Consider carefully consent issues and whether or not the provision/withdrawal of nutritional support is appropriate - GMC guidance is available.[16]

In childhood

  • Good prenatal nutrition - importance of pre-conceptual and antenatal care.
  • Promotion of breastfeeding.
  • Health promotion/education - regular age-appropriate nutritional advice and counselling during childhood.
  • Specific programmes addressing micronutrient supplementation/fortification (eg Vitamin D, iodine) according to population needs.
  • Improvement of hygiene and sanitation to reduce infectious disease and parasitic load.
  • Global political and economic commitment to achieving UN millennium development goals - specifically: the reduction of levels of extreme poverty and hunger to half 1990 levels by 2015.

Further reading & references

  1. Nutrition support in adults: oral nutrition support, enteral tube feeding and parenteral nutrition; NICE (2006)
  2. Muller O, Krawinkel M; Malnutrition and health in developing countries. CMAJ. 2005 Aug 2;173(3):279-86.
  3. Textbook of Paediatrics, 6th Edition Forfar and Arneil 2003 Churchill Livingstone ISBN 0443071926
  4. Guigoz Y, Lauque S, Vellas BJ; Identifying the elderly at risk for malnutrition. The Mini Nutritional Assessment. Clin Geriatr Med. 2002 Nov;18(4):737-57.
  5. Warrell D, Cox TM, Firth JD, Benz E. Oxford Textbook of Medicine, 4th edition. 2004. OUP. ISBN 0198529988
  6. Bhan MK, Bhandari N, Bahl R; Management of the severely malnourished child: perspective from developing countries. BMJ. 2003 Jan 18;326(7381):146-51.
  7. Manary MJ, Sandige HL; Management of acute moderate and severe childhood malnutrition.

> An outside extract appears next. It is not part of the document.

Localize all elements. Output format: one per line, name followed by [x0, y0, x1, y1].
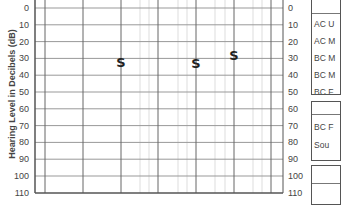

BMJ. 2008 Nov 13;337:a2180. doi: 10.1136/bmj.a2180.
  8. Robertson RG, Montagnini M; Geriatric failure to thrive. Am Fam Physician. 2004 Jul 15;70(2):343-50.
  9. Milne AC, Avenell A, Potter J; Meta-analysis: protein and energy supplementation in older people. Ann Intern Med. 2006 Jan 3;144(1):37-48.
  10. Nijs KA, de Graaf C, Kok FJ, et al; Effect of family style mealtimes on quality of life, physical performance, and body weight of nursing home residents: cluster randomised controlled trial. BMJ. 2006 May 20;332(7551):1180-4. Epub 2006 May 5.
  11. Mehanna HM, Moledina J, Travis J; Refeeding syndrome: what it is, and how to prevent and treat it. BMJ. 2008 Jun 28;336(7659):1495-8.
  12. Liu J, Raine A, Venables PH, et al; Malnutrition at age 3 years and lower cognitive ability at age 11 years: independence from psychosocial adversity. Arch Pediatr Adolesc Med. 2003 Jun;157(6):593-600.
  13. Malnutrition Universal Screening Tool, British Association of Parenteral and Enteral Nutrition (BAPEN)
  14. Gale CR, Edington J, Coles SJ, et al; Patterns of prescribing of nutritional supplements in the United Kingdom. Clin Nutr. 2001 Aug;20(4):333-7.
  15. Milne AC, Potter J, Avenell A; Protein and energy supplementation in elderly people at risk from malnutrition. Cochrane Database Syst Rev. 2005 Apr 18;(2):CD003288.
  16. Treatment and care towards the end of life: good practice in decision making, General Medical Council (May 2010)
Original Author: Dr Chloe Borton Current Version:
Last Checked: 16/07/2010 Document ID: 1319  Version: 25 © EMIS

Disclaimer: This article is for information only and should not be used for the diagnosis or treatment of medical conditions. EMIS has used all reasonable care in compiling the information but make no warranty as to its accuracy. Consult a doctor or other health care professional for diagnosis and treatment of medical conditions. For details see our conditions.